Currently, the Overseer nutrient budgeting model can provide a reliable indication of greenhouse gas emissions at farm level.

But scientists are of the opinion that it is difficult for any system to go out and measure emissions on every farm. We should be relying on robust science that is able to develop equations that could calculate emissions based on factors such as stocking rates, dry matter eaten and fertiliser use. The primary sector partnership – He Waka Eke Noa – is planning to discuss options with farmers in the next few months.

We need to design a system that can bring a positive change and outcome that protects our environment and economy. The system should be flexible enough to adapt to future changes, a blend of new technology, such as vaccines and inhibitors, and current practices.
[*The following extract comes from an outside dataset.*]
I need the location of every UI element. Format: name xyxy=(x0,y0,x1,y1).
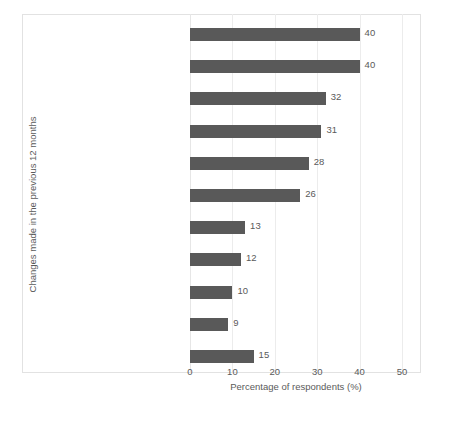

Over the past 20 years, our farmers have improved the emissions efficiency of production by about one per cent a year. This good work can be kept up by implementing good farming principles.

Where the emissions come from

Carbon dioxide (CO2), methane (CH4) and nitrous oxide (N2O) are the three main greenhouse gases affecting the climate by warming the planet.
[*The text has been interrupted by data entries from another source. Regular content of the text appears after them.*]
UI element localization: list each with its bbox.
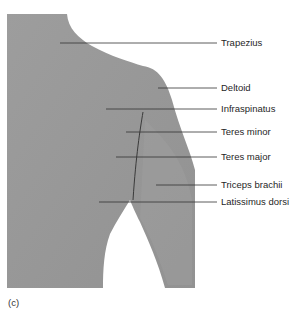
label-trapezius: Trapezius xyxy=(221,37,262,48)
label-deltoid: Deltoid xyxy=(221,82,251,93)
label-latissimus-dorsi: Latissimus dorsi xyxy=(221,196,289,207)
label-teres-minor: Teres minor xyxy=(221,126,271,137)
panel-letter: (c) xyxy=(8,297,19,308)
label-triceps-brachii: Triceps brachii xyxy=(221,179,282,190)
label-infraspinatus: Infraspinatus xyxy=(221,103,275,114)
label-teres-major: Teres major xyxy=(221,151,271,162)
The dairy sector contributes 46 per cent of New Zealand’s agricultural greenhouse gas emissions, with an average dairy farm emitting 9.6 tonnes of GHG/ha/year.

The sheep and beef sector is next, contributing 43.6 per cent of our nation’s agricultural greenhouse gas emissions, with current estimates showing that an average sheep and beef farm emits about 2.8 tonnes of GHG/ha/year.

Emissions from dedicated cropping and horticulture contribute a small percentage of New Zealand’s total biological emissions.

Methane, although considered short-lived, once emitted into the atmosphere causes a lingering warming effect for a long time after the methane itself has gone. One tonne of biological methane traps approximately 33 times more heat than a tonne of carbon dioxide over a 100-year period.

About 80 per cent of our country’s total nitrous oxide emissions come from urine patches on paddocks. One of the recent reports from the government indicated that the nitrous oxide emissions have increased by almost half since 1990.

Nitrous oxide gas generally comes from conversions in the soil by microbes of nitrogen in fertilisers, urine and dung. When soils become anoxic, nitrate can be sequentially reduced to nitrous oxide and inert nitrogen. This is called de-nitrification.

Methane emissions are higher on farms with higher stocking rates and higher dry matter consumption. Some of the options to reduce methane are lowering replacement rates, reducing the dry matter feed per cow, and lowering stocking rates.

Minimising human induced erosion and maintaining good soil quality are essential for maintaining soil ecosystem services such as nutrient and water buffering, productive capacity, assimilating waste and minimising impacts of sediment and other contaminants on waterbodies.

Other good practices include optimum cultivation, increasing greater plant diversity in swards, avoiding over grazing and heavy grazing under wet weather leading to compaction, avoiding under or over-fertilisation, practicing appropriate use of pesticides and other agrochemicals, managing pasture to maintain complete soil cover and careful application of farm dairy effluent to avoid saturation and optimise organic matter.

The options for reducing nitrous oxide could be reducing nitrogen inputs through judicious use of fertilisers, using low nitrogen feeds and improving pasture quality.

Complementing these research programmes is a new long-term national soil carbon study conducted at 500 locations around New Zealand, which will benchmark soil carbon stocks in different land uses and then monitor how those stocks are changing with time. Initial data will provide a national-scale picture of how much soil carbon is currently stored and, later, whether those stocks are increasing or decreasing.